China’s growing navy and their new, expansive, global mission does call for more analysis. But a careful consideration of their military structure, an assessment of U.S. countermeasures to Chinese strategy, and the danger of straightline projections suggest a more measured and nuanced approach than that provided by Lavin.

  • RSS WND

    • Mike Johnson: Victim of Stockholm Syndrome?
      By Paul Blanchfield In the congressional football game between the American Patriots and the Globalists, the AmPats had pulled the failed McCarthy and replaced him with new QB Mike Johnson on whom they now pinned their hopes for a safer America. They were gobsmacked when on the first snap from center, Johnson tucked the football… […]
    • Do anti-Semitic protesters still get student-debt 'forgiveness'?
      As to the signs held by and the slogans chanted by the "pro-Palestinian" protesters, switch out the words "Jew" or "Jewish" and insert the word "black." The nationwide George Floyd/Black Lives Matter protests of the summer of 2020 would then look like a knitting circle. President Joe Biden condemned "the anti-Semitic protests," but added, "I… […]
    • Another boneheaded move by House Republicans
      It was a bad day for First Amendment purists in the House of Representatives when, in bipartisan fashion, it voted to foist a definition of anti-Semitism by something called the "International Holocaust Remembrance Alliance" on the U.S. Department of Education, one of the Cabinet "deep state" posts marked for dropping by Donald Trump should he… […]
    • You want 'revolution,' kids? Brush up on your history
      The pro-Palestinian, pro-Hamas, anti-Israel protests have spread to university campuses across the country, just as the agitators hoped (and planned) for them to do. As was also expected, some of these protests have turned violent. A Jewish student was poked in the face with a flagpole at Yale University and hospitalized; another Jewish student was… […]
    • Can the public's distrust of media get much worse?
      The national media consider themselves essential in educating the electorate, so what happens when the electorate does not consider them a trustworthy guardian of democracy?
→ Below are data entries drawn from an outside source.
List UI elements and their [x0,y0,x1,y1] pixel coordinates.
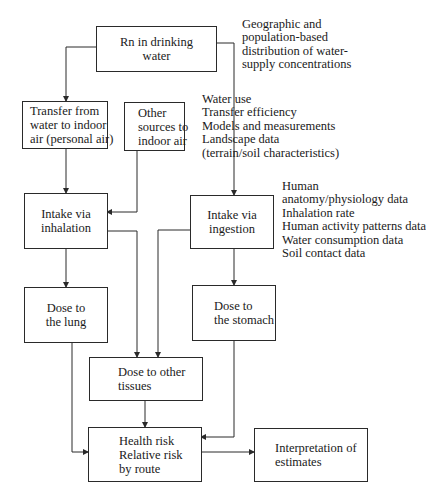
box-label: water [143,49,171,63]
box-rn-in-drinking-water: Rn in drinking water [96,26,217,72]
note-line: Transfer efficiency [202,106,339,119]
note-line: Models and measurements [202,120,339,133]
box-label: the stomach [214,313,274,327]
note-distribution-data: Geographic and population-based distribu… [242,18,351,72]
edge-rn-to-transfer [66,47,96,101]
note-line: Geographic and [242,18,351,31]
box-label: indoor air [138,134,187,148]
box-dose-stomach: Dose to the stomach [192,285,276,341]
box-label: Intake via [41,207,91,221]
box-label: sources to [138,120,188,134]
note-line: anatomy/physiology data [282,193,426,206]
box-label: Dose to other [118,365,185,379]
box-label: Health risk [119,434,174,448]
note-line: Water consumption data [282,234,426,247]
box-label: Rn in drinking [120,35,193,49]
box-label: by route [119,462,160,476]
box-label: ingestion [209,222,255,236]
box-intake-inhalation: Intake via inhalation [24,193,108,249]
note-line: supply concentrations [242,58,351,71]
note-line: Water use [202,93,339,106]
note-line: Human [282,180,426,193]
box-dose-lung: Dose to the lung [24,287,108,343]
note-line: population-based [242,31,351,44]
edge-lung-to-health [72,342,88,452]
box-label: estimates [275,455,322,469]
box-label: Other [138,106,166,120]
box-interpretation: Interpretation of estimates [254,428,368,482]
box-label: water to indoor [30,118,106,132]
box-label: air (personal air) [30,132,113,146]
edge-inhalation-to-other [107,231,137,357]
box-transfer-water-to-air: Transfer from water to indoor air (perso… [22,101,108,149]
box-label: Dose to [214,299,253,313]
box-health-risk: Health risk Relative risk by route [88,427,202,482]
note-line: distribution of water- [242,45,351,58]
box-label: Relative risk [119,448,183,462]
note-line: Inhalation rate [282,207,426,220]
box-intake-ingestion: Intake via ingestion [190,195,274,249]
box-label: Dose to [47,301,86,315]
box-label: tissues [118,379,151,393]
note-line: (terrain/soil characteristics) [202,147,339,160]
box-label: Transfer from [30,104,99,118]
note-line: Landscape data [202,133,339,146]
box-other-sources: Other sources to indoor air [124,102,185,151]
edge-stomach-to-health [201,341,234,437]
box-label: inhalation [41,221,91,235]
box-dose-other-tissues: Dose to other tissues [89,357,203,401]
box-label: Interpretation of [275,441,357,455]
edge-other-to-inhalation [107,151,137,212]
box-label: the lung [46,315,87,329]
note-line: Human activity patterns data [282,220,426,233]
note-line: Soil contact data [282,247,426,260]
box-label: Intake via [207,208,257,222]
note-exposure-inputs: Human anatomy/physiology data Inhalation… [282,180,426,260]
note-transfer-inputs: Water use Transfer efficiency Models and… [202,93,339,160]
edge-ingestion-to-other [158,230,190,357]
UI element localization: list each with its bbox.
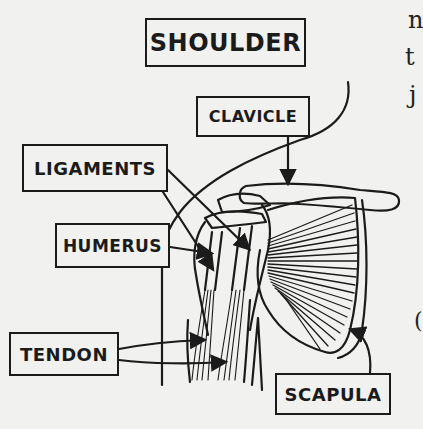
label-tendon: TENDON — [9, 332, 119, 376]
ligaments-pointer-1 — [168, 170, 248, 248]
side-text-fragment: t — [405, 45, 415, 69]
label-humerus: HUMERUS — [55, 223, 170, 268]
scapula-pointer — [352, 330, 370, 373]
side-text-fragment: j — [409, 83, 416, 107]
title-label-shoulder: SHOULDER — [145, 18, 306, 67]
label-clavicle: CLAVICLE — [196, 96, 310, 137]
side-text-fragment: ( — [414, 310, 423, 332]
tendon-fibers — [192, 290, 244, 380]
tendon-pointer-2 — [119, 360, 224, 363]
label-ligaments: LIGAMENTS — [22, 144, 168, 192]
side-text-fragment: n — [408, 8, 423, 32]
label-scapula: SCAPULA — [275, 373, 391, 415]
humerus-pointer — [170, 247, 210, 253]
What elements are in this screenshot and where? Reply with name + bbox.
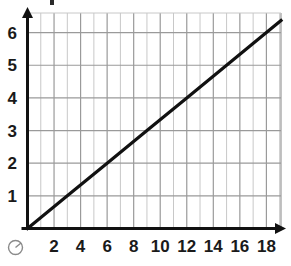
x-axis-tick-labels: 24681012141618 <box>49 237 276 256</box>
x-axis-tick-label: 8 <box>129 237 138 256</box>
x-axis-tick-label: 2 <box>49 237 58 256</box>
x-axis-tick-label: 4 <box>76 237 86 256</box>
chart-canvas: 123456 24681012141618 <box>0 0 291 266</box>
x-axis-tick-label: 6 <box>102 237 111 256</box>
y-axis-tick-label: 6 <box>8 24 17 43</box>
x-axis-tick-label: 12 <box>177 237 196 256</box>
axis-top-stub-mark <box>50 0 54 5</box>
x-axis-tick-label: 10 <box>151 237 170 256</box>
y-axis-tick-label: 1 <box>8 187 17 206</box>
line-chart: 123456 24681012141618 <box>0 0 291 266</box>
y-axis-tick-label: 5 <box>8 56 17 75</box>
y-axis-tick-label: 3 <box>8 122 17 141</box>
x-axis-tick-label: 18 <box>257 237 276 256</box>
y-axis-tick-label: 2 <box>8 154 17 173</box>
y-axis-tick-label: 4 <box>8 89 18 108</box>
x-axis-tick-label: 14 <box>204 237 223 256</box>
x-axis-tick-label: 16 <box>230 237 249 256</box>
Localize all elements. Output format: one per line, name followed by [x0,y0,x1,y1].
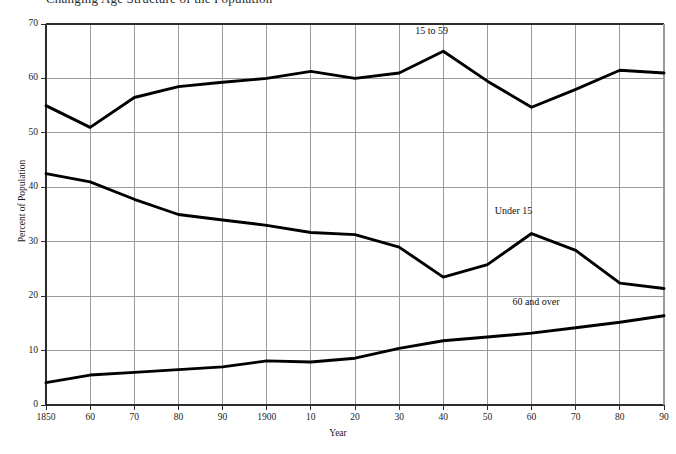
x-tick-label: 90 [639,412,676,422]
x-tick-label: 70 [109,412,159,422]
y-tick-label: 50 [8,127,38,137]
x-tick-label: 80 [595,412,645,422]
x-tick-label: 20 [330,412,380,422]
series-label-0: 15 to 59 [415,25,448,36]
line-chart-plot [0,0,676,454]
x-tick-label: 50 [462,412,512,422]
x-tick-label: 40 [418,412,468,422]
x-tick-label: 80 [153,412,203,422]
y-tick-label: 60 [8,72,38,82]
y-tick-label: 10 [8,345,38,355]
chart-figure: Changing Age Structure of the Population… [0,0,676,454]
x-tick-label: 1900 [242,412,292,422]
y-tick-label: 0 [8,399,38,409]
y-axis-title: Percent of Population [17,141,27,261]
x-tick-label: 1850 [21,412,71,422]
y-tick-label: 20 [8,290,38,300]
x-tick-label: 60 [507,412,557,422]
series-label-2: 60 and over [512,296,559,307]
x-axis-title: Year [0,428,676,438]
x-tick-label: 90 [198,412,248,422]
x-tick-label: 60 [65,412,115,422]
x-tick-label: 10 [286,412,336,422]
series-label-1: Under 15 [495,205,533,216]
x-tick-label: 70 [551,412,601,422]
gridlines-vertical [90,24,620,405]
y-tick-label: 70 [8,18,38,28]
x-tick-label: 30 [374,412,424,422]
The Associated Press and the American Press Institute just released a poll on the 2024 election and found only 14% of their sample expressed "a great deal of confidence in… […]
    • The 'Biden bump' didn't last long
      "The election is clearly changing now, moving towards Biden," the influential Democratic strategist Simon Rosenberg declared on March 26. "The Biden bump is real." For Republicans, Rosenberg is someone worth listening to; he was right about the nonexistent "red wave" many in the GOP expected back in 2022. When he said the election was moving,… […]
    • The C's wreak havoc on 'COEXIST' bumper stickers
      In their weekly podcast, Hollywood veteran Loy Edge and longtime WND columnist Jack Cashill skirt the everyday politics downstream and travel merrily upstream to the source of our extraordinary culture. The post The C's wreak havoc on 'COEXIST' bumper stickers appeared first on WND.
    • Taxpayers are subsidizing college radicalism
      Mohamed Abdou is a pro-Hamas "anarchist interdisciplinary activist-scholar of Indigenous, Black, critical race, and Islamic studies, as well as gender, sexuality, abolition, and decolonization" at Columbia University. Now, I don't mean to pick on Abdou. It's just that he happens to teach virtually every trendy pseudo-intellectual identitarian twaddle concocted by modern man. Ultimately, we make… […]
    • IRS: Worst creditor on the planet
      Dear Dave, My husband and I are following your plan, and we're on Baby Step 2. We just learned that the person who has done our taxes for the last three years made mistakes on all our returns. They were really nice and did our taxes for free, but now we owe back taxes in… […]
    • South Dakota puppy killer
      The post South Dakota puppy killer appeared first on WND.